Armor. Full-body, composite build. The base coat was silver, the kind of silver that implied layered alloy rather than surface finish, and across the chest in deep blood red was a dragon. Not a logo, not a corporate mark—a dragon, full-scaled and outstretched, wings spreading over the chest cavity with the neck arcing up across the right shoulder, the head reaching toward the collarbone. The visor of the helmet was a T-cut in matching red, the field of view narrow and deliberate, the silhouette of a soldier designed to survive contact that should have ended them.

"Blood Dragon Armor," Harper said. "Engineering prototype. Enhanced personal shielding significantly beyond current Cerberus issue. My people have been building it for fourteen months."

Arthur heard the door.

The Monarks had apparently been standing close enough to the threshold that sound traveled, because the door opened eight centimeters and Anis's voice came through the gap with no particular embarrassment. "*Blood Dragon Armor*," she said, in a tone that managed to be reverent and incredulous simultaneously.

"Incredible," came Nyx from slightly farther back. "They named a prototype and that's the name they chose. With their whole chest."

V's voice: "To be fair, the naming tracks."

Harper looked at the door without evident surprise or irritation. "The name was my lead engineer's idea. He said it suited the build philosophy."

"He wasn't wrong," Nyx allowed.

Arthur looked at the projection a moment longer—the dragon across the silver, the red of the visor. He was tired. He had two fractured ribs and one arm and he had spent the small hours of the previous night adding up costs he could not settle.

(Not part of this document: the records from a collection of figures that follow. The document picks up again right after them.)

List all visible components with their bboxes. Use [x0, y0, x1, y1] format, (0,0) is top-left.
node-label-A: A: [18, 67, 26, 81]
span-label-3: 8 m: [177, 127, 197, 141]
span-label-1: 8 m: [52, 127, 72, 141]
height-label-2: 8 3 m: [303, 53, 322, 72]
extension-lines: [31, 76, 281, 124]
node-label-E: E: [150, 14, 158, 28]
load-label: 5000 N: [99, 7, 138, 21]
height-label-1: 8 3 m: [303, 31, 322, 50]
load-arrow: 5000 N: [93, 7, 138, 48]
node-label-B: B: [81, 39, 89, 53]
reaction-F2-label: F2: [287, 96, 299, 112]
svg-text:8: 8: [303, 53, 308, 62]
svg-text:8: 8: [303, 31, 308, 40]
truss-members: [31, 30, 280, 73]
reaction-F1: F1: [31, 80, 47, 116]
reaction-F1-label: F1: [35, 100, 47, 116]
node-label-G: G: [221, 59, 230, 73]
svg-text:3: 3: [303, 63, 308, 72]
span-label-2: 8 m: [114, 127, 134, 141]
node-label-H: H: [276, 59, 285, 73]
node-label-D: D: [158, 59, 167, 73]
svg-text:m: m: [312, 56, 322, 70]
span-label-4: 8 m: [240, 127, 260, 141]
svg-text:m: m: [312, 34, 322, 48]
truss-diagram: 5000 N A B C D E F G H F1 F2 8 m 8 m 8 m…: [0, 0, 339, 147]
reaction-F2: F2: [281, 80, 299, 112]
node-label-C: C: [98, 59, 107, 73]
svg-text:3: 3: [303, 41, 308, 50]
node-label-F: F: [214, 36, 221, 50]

And he knew, with the particular self-knowledge that came from years of watching himself do this, that he was about to refuse on the grounds that he was not a man who could be purchased with hardware, no matter how well-designed.

"Commander."

Miranda had stepped fully into the room. He looked at her and found her expression calibrated with the specific precision she used when she had something to say that she believed he needed to hear and was not interested in softening. "Anything that makes you harder to kill on the field is not a transaction. It's a resource. The distinction matters." She paused. "Take the arm. Take the armor."

Arthur looked at the door. Rapi had come in behind Miranda, quiet, standing just inside the threshold. She was not a woman who deployed expressions for effect. What was on her face now was not an argument. It was the plain, unvarnished version of concern that she spent considerable effort keeping out of professional contexts, and the fact that it was here, in this room, in this meeting, was more precise than anything she might have said. Alisa, beside her in the doorway, was watching him with an expression he recognized from the ascent shaft—the same focused, steady want that she had brought to the moment she'd defied his order to stay at rear guard.

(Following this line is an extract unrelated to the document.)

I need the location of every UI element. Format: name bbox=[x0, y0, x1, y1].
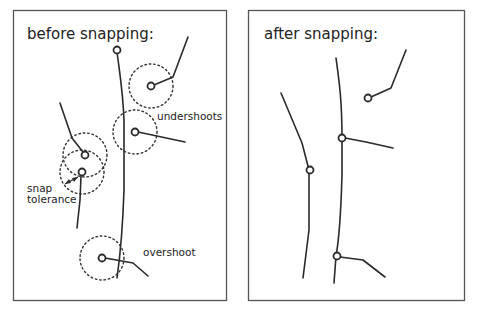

He was quiet for a long moment.

"Fine," he said.

Harper let out a breath that was almost nothing, very quietly controlled.

"I'll come to Cerberus HQ for the arm install. We'll discuss Cora's integration then." Arthur looked at Harper directly. "She's a Monark. Not a Cerberus asset on secondment. If she comes to this squad, she answers to the squad's structure and to me, not to you. You understand that."

"I do," Harper said. And then, with the same fractional drop in the professional register as before: "I'm counting on it." He picked up the Omni-tool and stood. "I'll have the armor delivered tomorrow morning. Come to HQ in the afternoon." He paused at the door, looking once at the assembled Monarks who had very obviously not left. "She's going to be good," he said, and it was addressed to the room, not just to Arthur. "She has my stubbornness and her mother's instincts. She won't make things easy for any of you." A beat. "I consider that a feature."

He left.

The room sat with the silence he had left behind. Then Anis said, very quietly, "Blood Dragon," as if confirming the reality of the object by repeating its name, and somehow that broke the particular weight of the last half hour and let the morning come back in around the edges.

Arthur looked at his squad. His restructured, imperfect, exhausted squad.

"All right," he said. "We have work to do."